Click here to read the Preface, three sample chapters, and one of the appendices ("Sweet Poison: The Toxic Tide of Sugar") from Inside the Dementia Epidemic: A Daughter's Memoir.


Excerpts from Amazon reviews...
I received this book in today's mail and have finished it before 8 pm! The honesty by the author about her feelings toward her mother and her care were heart felt and thought-provoking.
Alzheimers is a disease that impacts many families and, unfortunately, the caregiver support is not what it should be. Ms. Stettinius' memoir shows the need for more support not only for the patient, but for the caregiver. I struggle now with where to turn for decisions about care, Medicare/Medicaid, placements, medication, etc....it's good to know we are not alone, but sad to know we are in this position.

Inside the Dementia Epidemic is so much more than a fine memoir of a daughter whose mother suffers from Alzheimer's disease--it is a resource to fight, perhaps even prevent, a mass destruction that is ready to overtake the next generation. Baby boomers will be well-advised to read this book, as it may well be the equivalent of Rachel Carson's Silent Spring, which warned of toxic chemicals in our water and earth. Martha Stettinius's combination of personal story, guide to care resources, and scientific and legal research outlines the equally deadly 'silver tsunami' of Alzheimer's and other dementias that will soon overtake us, unless we learn more, and learn fast.
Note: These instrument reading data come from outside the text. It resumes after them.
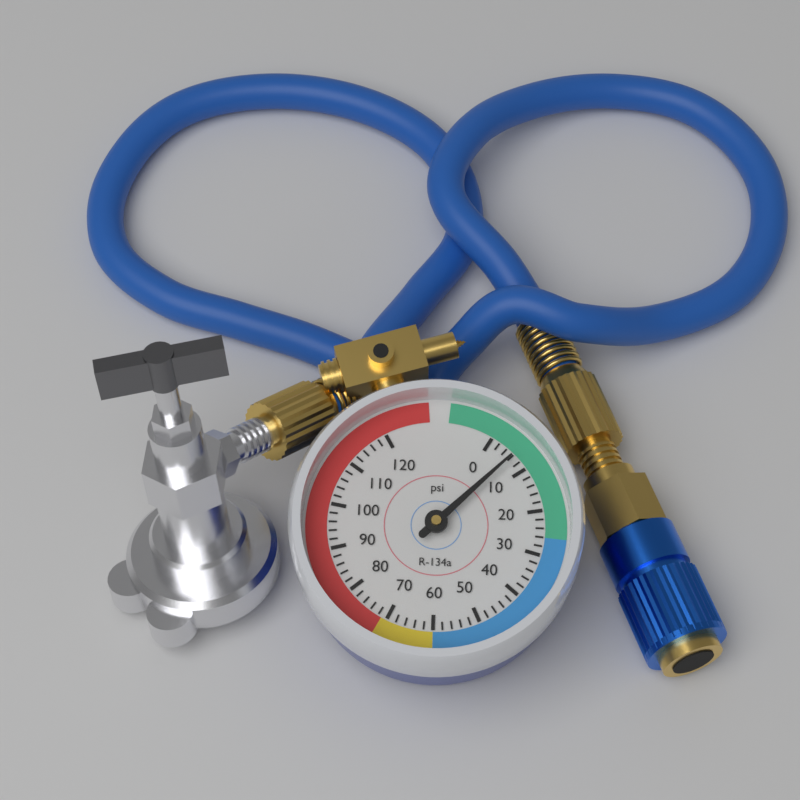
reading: 6 psi
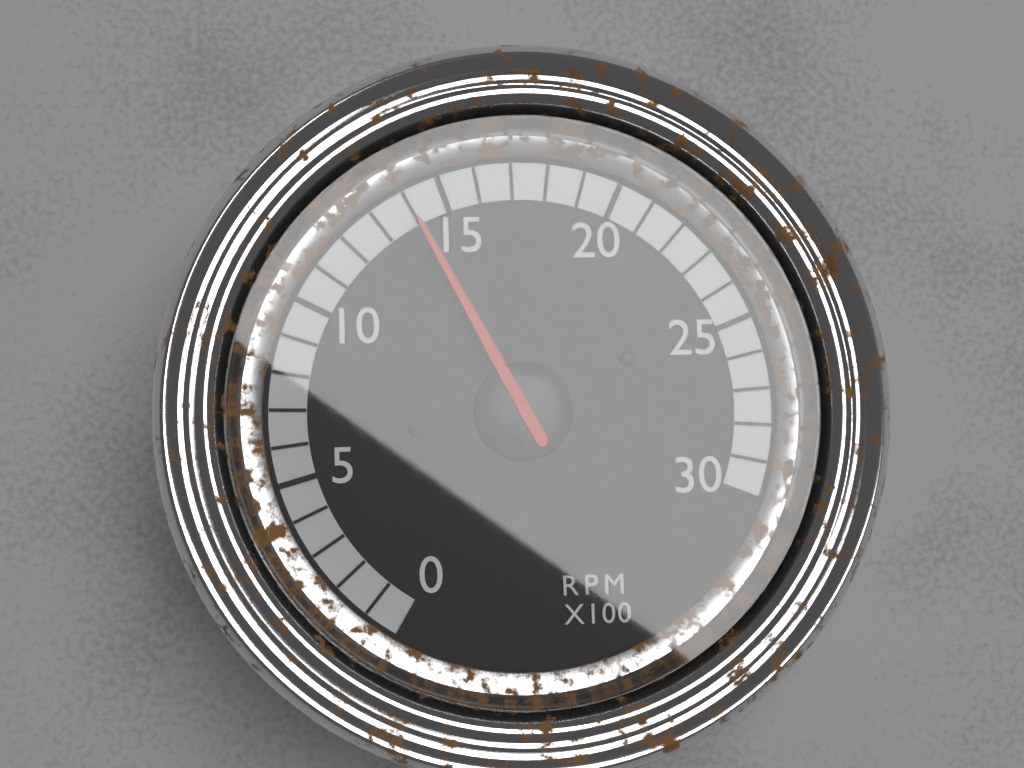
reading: 14 RPM x100
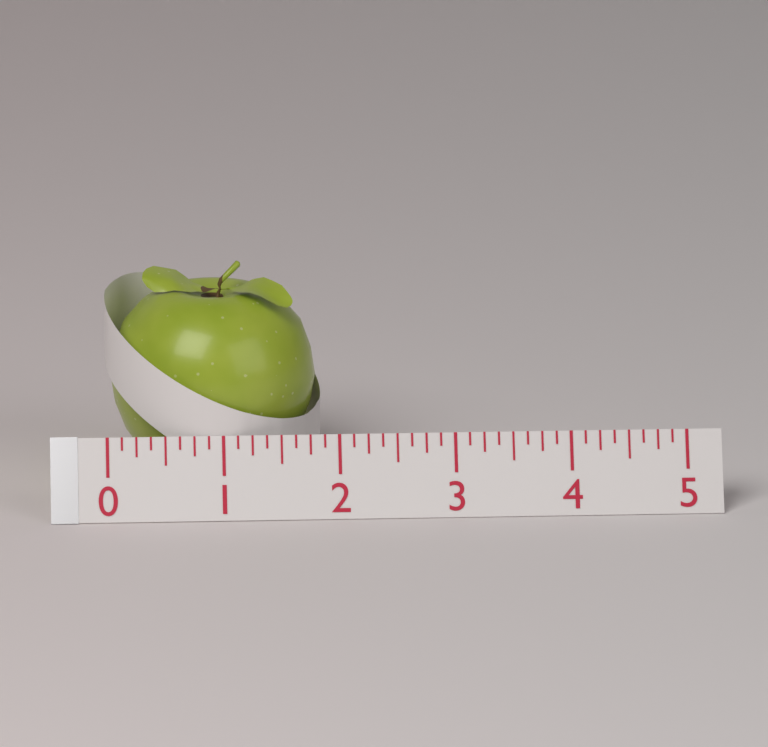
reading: 1.875 (no unit)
Part step-by-step primer on how to care for stricken parents, part educational antidote to save ourselves, Inside the Dementia Epidemic: A Daughter's Memoir is a prescient work of our eleventh hour.

A wonderful, heartfelt diary of what it feels like to be a family member of someone with an irreversible dementia. Inside the Dementia Epidemic is valuable not only for family members who sometimes feel as if they are alone in this journey, but also for healthcare professionals who need to understand the impact this disease has on families. Martha writes not only from the heart (how it feels) but from her head (what she would have done and asked over the years, had she known then what she knows now), and that is the strength of this book.

Stettinius gives us her gift for insight into her often turbulent relationship with her mother with dementia in this book. This is a very informative story about being the caregiver for an elder with dementia, but she takes it many steps beyond by including a wealth of information about diagnosis, planning for long-term care, promoting improved working conditions for staff as well as enriching the environment surrounding the elders with dementia. I highly recommend you read this book if you have anything at all to do with elders with dementia.

While this mother daughter story is specific to a relationship bound by the emotional, social, medical and fiscal challenges of dementia, it has universal appeal as the story of a daughter discovering her mother just as she is "losing" her. The author is unsparing in her honesty and inspiring in her ability to find and share joy.